You can refer to code snippets in the question below to get a csv reader with unicode encoding support:
General Unicode/UTF-8 support for csv files in Python 2.6
PLEASE give the full traceback that you got along with the error message. When we know where you are getting the error (reading CSV file, "doing work on that data set", or in writing an XLS file using xlwt), then we can give a focused answer.
It is very possible that your input data is not all plain old ASCII. What produces it, and in what encoding?
To find where the problems (not necessarily errors) are, try a little script like this (untested):
import sys, glob
for pattern in sys.argv[1:]:
for filepath in glob.glob(pattern):
for linex, line in enumerate(open(filepath, 'r')):
if any(c >= '\x80' for c in line):
print "Non-ASCII in line %d of file %r" % (linex+1, filepath)
print repr(line)
It would be useful if you showed some samples of the "bad" lines that you find, so that we can judge what the encoding might be.

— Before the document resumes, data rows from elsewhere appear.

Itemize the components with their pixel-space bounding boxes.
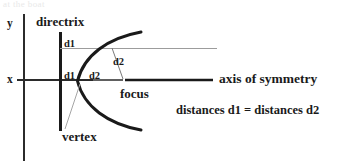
vertex-label: vertex	[62, 130, 97, 143]
focus-label: focus	[120, 87, 149, 100]
parabola-diagram: at the boat y x directrix d1 d1 d2 d2 fo…	[0, 0, 339, 166]
d2-upper-label: d2	[113, 57, 124, 68]
x-axis-label: x	[7, 74, 13, 86]
distances-equality-note: distances d1 = distances d2	[176, 104, 319, 117]
axis-of-symmetry-label: axis of symmetry	[219, 72, 317, 86]
d2-lower-label: d2	[89, 71, 100, 82]
y-axis-label: y	[7, 18, 13, 30]
d1-upper-label: d1	[64, 39, 75, 50]
d1-lower-label: d1	[64, 71, 75, 82]
directrix-label: directrix	[36, 15, 84, 28]
vertex-leader-line	[65, 84, 80, 129]
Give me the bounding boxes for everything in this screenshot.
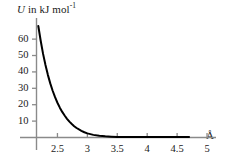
y-axis-tick-label: 30 bbox=[0, 83, 29, 94]
potential-curve bbox=[38, 26, 189, 137]
y-axis-tick-label: 20 bbox=[0, 99, 29, 110]
x-axis-tick-label: 3.5 bbox=[102, 144, 132, 155]
x-axis-tick-label: 5 bbox=[192, 144, 222, 155]
potential-energy-chart: U in kJ mol-1 Å 2.533.544.55 10203040506… bbox=[0, 0, 226, 166]
x-axis-tick-label: 4.5 bbox=[162, 144, 192, 155]
x-axis-tick-label: 3 bbox=[72, 144, 102, 155]
plot-canvas bbox=[0, 0, 226, 166]
y-axis-tick-label: 60 bbox=[0, 34, 29, 45]
axes-group bbox=[20, 18, 216, 150]
x-axis-tick-label: 4 bbox=[132, 144, 162, 155]
y-axis-tick-label: 10 bbox=[0, 116, 29, 127]
y-axis-tick-label: 40 bbox=[0, 66, 29, 77]
y-axis-tick-label: 50 bbox=[0, 50, 29, 61]
x-axis-tick-label: 2.5 bbox=[42, 144, 72, 155]
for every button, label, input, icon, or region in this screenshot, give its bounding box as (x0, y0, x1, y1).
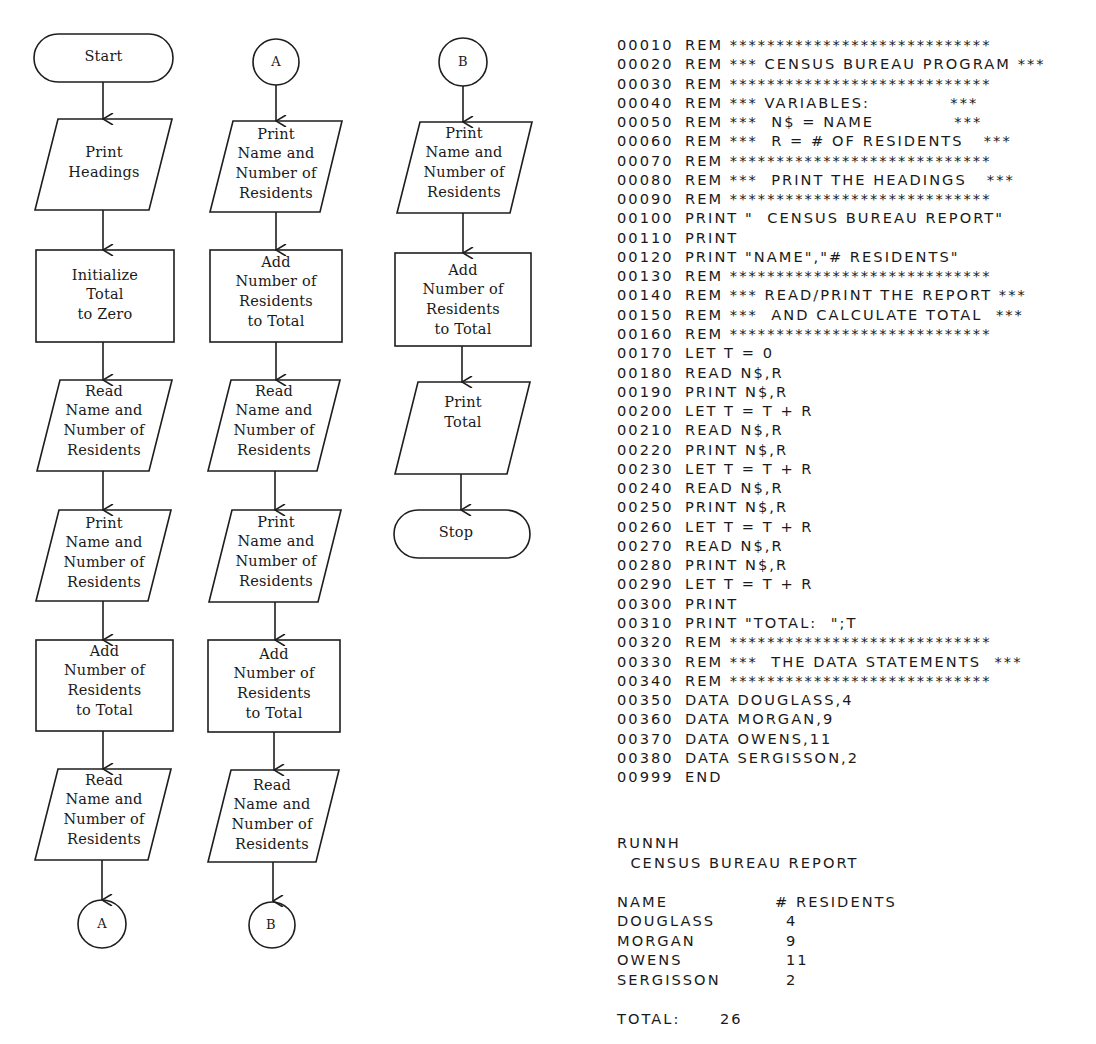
resident-name: DOUGLASS (617, 911, 775, 931)
total-value: 26 (720, 1009, 743, 1029)
code-line: 00150REM *** AND CALCULATE TOTAL *** (617, 305, 1087, 324)
line-number: 00310 (617, 613, 685, 632)
code-line: 00140REM *** READ/PRINT THE REPORT *** (617, 285, 1087, 304)
header-name: NAME (617, 892, 775, 912)
code-line: 00230LET T = T + R (617, 459, 1087, 478)
code-line: 00210READ N$,R (617, 420, 1087, 439)
statement: REM **************************** (685, 189, 992, 208)
statement: DATA OWENS,11 (685, 729, 832, 748)
code-line: 00080REM *** PRINT THE HEADINGS *** (617, 170, 1087, 189)
read-name-label: Read Name and Number of Residents (42, 765, 166, 855)
line-number: 00160 (617, 324, 685, 343)
resident-name: MORGAN (617, 931, 775, 951)
code-line: 00310PRINT "TOTAL: ";T (617, 613, 1087, 632)
statement: REM **************************** (685, 671, 992, 690)
add-residents-label: Add Number of Residents to Total (395, 255, 531, 345)
code-line: 00999END (617, 767, 1087, 786)
print-name-label: Print Name and Number of Residents (42, 508, 166, 598)
start-label: Start (34, 34, 173, 80)
read-name-label: Read Name and Number of Residents (214, 376, 334, 466)
code-line: 00030REM **************************** (617, 74, 1087, 93)
code-line: 00110PRINT (617, 228, 1087, 247)
statement: READ N$,R (685, 363, 784, 382)
statement: REM *** N$ = NAME *** (685, 112, 982, 131)
code-line: 00100PRINT " CENSUS BUREAU REPORT" (617, 208, 1087, 227)
code-line: 00060REM *** R = # OF RESIDENTS *** (617, 131, 1087, 150)
report-title: CENSUS BUREAU REPORT (617, 853, 1087, 873)
statement: REM **************************** (685, 151, 992, 170)
line-number: 00010 (617, 35, 685, 54)
code-line: 00090REM **************************** (617, 189, 1087, 208)
statement: REM **************************** (685, 35, 992, 54)
code-line: 00260LET T = T + R (617, 517, 1087, 536)
statement: DATA DOUGLASS,4 (685, 690, 854, 709)
print-name-label: Print Name and Number of Residents (403, 118, 525, 208)
code-line: 00130REM **************************** (617, 266, 1087, 285)
line-number: 00999 (617, 767, 685, 786)
line-number: 00330 (617, 652, 685, 671)
connector-a-label: A (253, 39, 299, 85)
code-line: 00330REM *** THE DATA STATEMENTS *** (617, 652, 1087, 671)
line-number: 00070 (617, 151, 685, 170)
line-number: 00190 (617, 382, 685, 401)
resident-count: 9 (775, 931, 797, 951)
connector-b-label: B (248, 902, 294, 948)
blank-line (617, 872, 1087, 892)
statement: DATA SERGISSON,2 (685, 748, 859, 767)
code-line: 00180READ N$,R (617, 363, 1087, 382)
print-total-label: Print Total (402, 378, 524, 448)
statement: REM *** READ/PRINT THE REPORT *** (685, 285, 1027, 304)
line-number: 00030 (617, 74, 685, 93)
statement: READ N$,R (685, 420, 784, 439)
code-line: 00040REM *** VARIABLES: *** (617, 93, 1087, 112)
code-line: 00300PRINT (617, 594, 1087, 613)
statement: REM **************************** (685, 632, 992, 651)
line-number: 00220 (617, 440, 685, 459)
statement: READ N$,R (685, 478, 784, 497)
line-number: 00130 (617, 266, 685, 285)
statement: REM *** AND CALCULATE TOTAL *** (685, 305, 1024, 324)
resident-count: 11 (775, 950, 809, 970)
run-command: RUNNH (617, 833, 1087, 853)
code-line: 00010REM **************************** (617, 35, 1087, 54)
line-number: 00180 (617, 363, 685, 382)
report-row: DOUGLASS 4 (617, 911, 1087, 931)
code-line: 00290LET T = T + R (617, 574, 1087, 593)
line-number: 00350 (617, 690, 685, 709)
statement: REM *** R = # OF RESIDENTS *** (685, 131, 1012, 150)
blank-line (617, 989, 1087, 1009)
line-number: 00230 (617, 459, 685, 478)
statement: PRINT N$,R (685, 440, 788, 459)
print-headings-label: Print Headings (44, 119, 164, 207)
code-line: 00050REM *** N$ = NAME *** (617, 112, 1087, 131)
line-number: 00290 (617, 574, 685, 593)
line-number: 00120 (617, 247, 685, 266)
add-residents-label: Add Number of Residents to Total (208, 639, 340, 729)
statement: READ N$,R (685, 536, 784, 555)
code-line: 00280PRINT N$,R (617, 555, 1087, 574)
code-line: 00190PRINT N$,R (617, 382, 1087, 401)
resident-count: 4 (775, 911, 797, 931)
resident-name: OWENS (617, 950, 775, 970)
code-line: 00370DATA OWENS,11 (617, 729, 1087, 748)
initialize-total-label: Initialize Total to Zero (36, 250, 174, 340)
line-number: 00040 (617, 93, 685, 112)
code-line: 00380DATA SERGISSON,2 (617, 748, 1087, 767)
stop-label: Stop (388, 510, 524, 556)
line-number: 00140 (617, 285, 685, 304)
line-number: 00260 (617, 517, 685, 536)
line-number: 00060 (617, 131, 685, 150)
statement: REM *** VARIABLES: *** (685, 93, 978, 112)
statement: REM **************************** (685, 266, 992, 285)
statement: LET T = T + R (685, 517, 814, 536)
statement: LET T = T + R (685, 401, 814, 420)
print-name-label: Print Name and Number of Residents (216, 119, 336, 209)
line-number: 00360 (617, 709, 685, 728)
line-number: 00210 (617, 420, 685, 439)
line-number: 00280 (617, 555, 685, 574)
statement: PRINT " CENSUS BUREAU REPORT" (685, 208, 1004, 227)
report-row: SERGISSON 2 (617, 970, 1087, 990)
code-line: 00340REM **************************** (617, 671, 1087, 690)
line-number: 00170 (617, 343, 685, 362)
resident-count: 2 (775, 970, 797, 990)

I'm curious about using "csv.reader to pull in info from a very long sheet" -- what kind of "sheet"? Do you mean that you are saving an XLS file as CSV, then reading the CSV file? If so, you could use xlrd to read directly from the input XLS file, getting unicode text which you can give straight to xlwt, avoiding any encode/decode problems.
Have you worked through the tutorial from the python-excel.org site?